Teacher brings costs of mining to the surface

February 01, 2006|Michael Kenney, Globe Correspondent

Lost Mountain: A Year in the Vanishing Wilderness; Radical Strip Mining and the Devastation of Appalachia, By Erik Reece, Riverhead, 250 pp., $24.95

There is really no nice way to mine coal. There are the deep shaft mines familiar as the scenes of disaster and tragedy, two recently in West Virginia. There are the strip mines that peel away the earth to get at the underlying coal beds. And then there are the mountaintop removal operations.

Only three years ago, Lost Mountain, in eastern Kentucky, was a forested 1,847-foot peak. Today, it exists merely as a name on a topographic map.

Over the course of a year, it was blasted away to mine the seams of coal running through it, with its rocks and topsoil, its pulverized oak and beech trees, dumped as ''fill" into the surrounding hollows and creek bottoms.

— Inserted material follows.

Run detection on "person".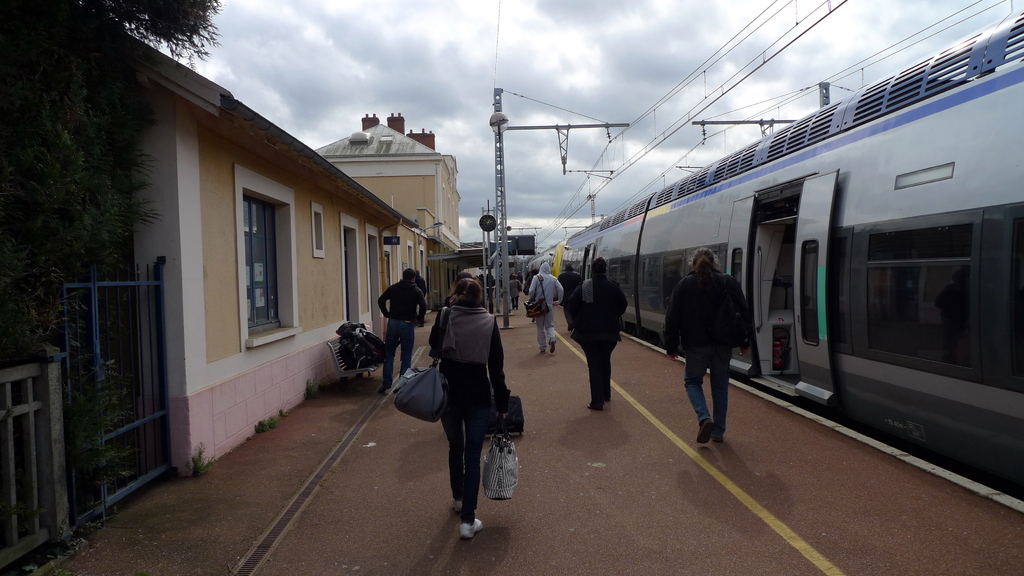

Erik Reece, who teaches writing at the University of Kentucky, prowled through the vanishing wilderness surrounding the Lost Mountain mining operation during 2003 and 2004, recording its progressing destruction.

Reece's report is a powerful indictment of the lax oversight of mining regulations and their scuttling by political allies of the mining industry. He also studies the mining companies' habit of forfeiting bonds intended to fund reclamation of their sites -- even if it were possible to reclaim what Reece describes as ''America's rain forest," an ecosystem home to some 80 species of trees and 700 miles of streams that have been buried by mountaintop removals (a topographic map would have been helpful for readers unfamiliar with the region).

It is an indictment made even more powerful by Reece's warm-hearted accounts of time spent with the Perry County families whose health and homes have been threatened by the mine's operations, and by his graceful descriptions of the natural splendor of eastern Kentucky.

A field trip with University of Kentucky students to observe Southern flying squirrels in flight conveys the delight of discovery, but also includes a warning about the loss of their forest habitat.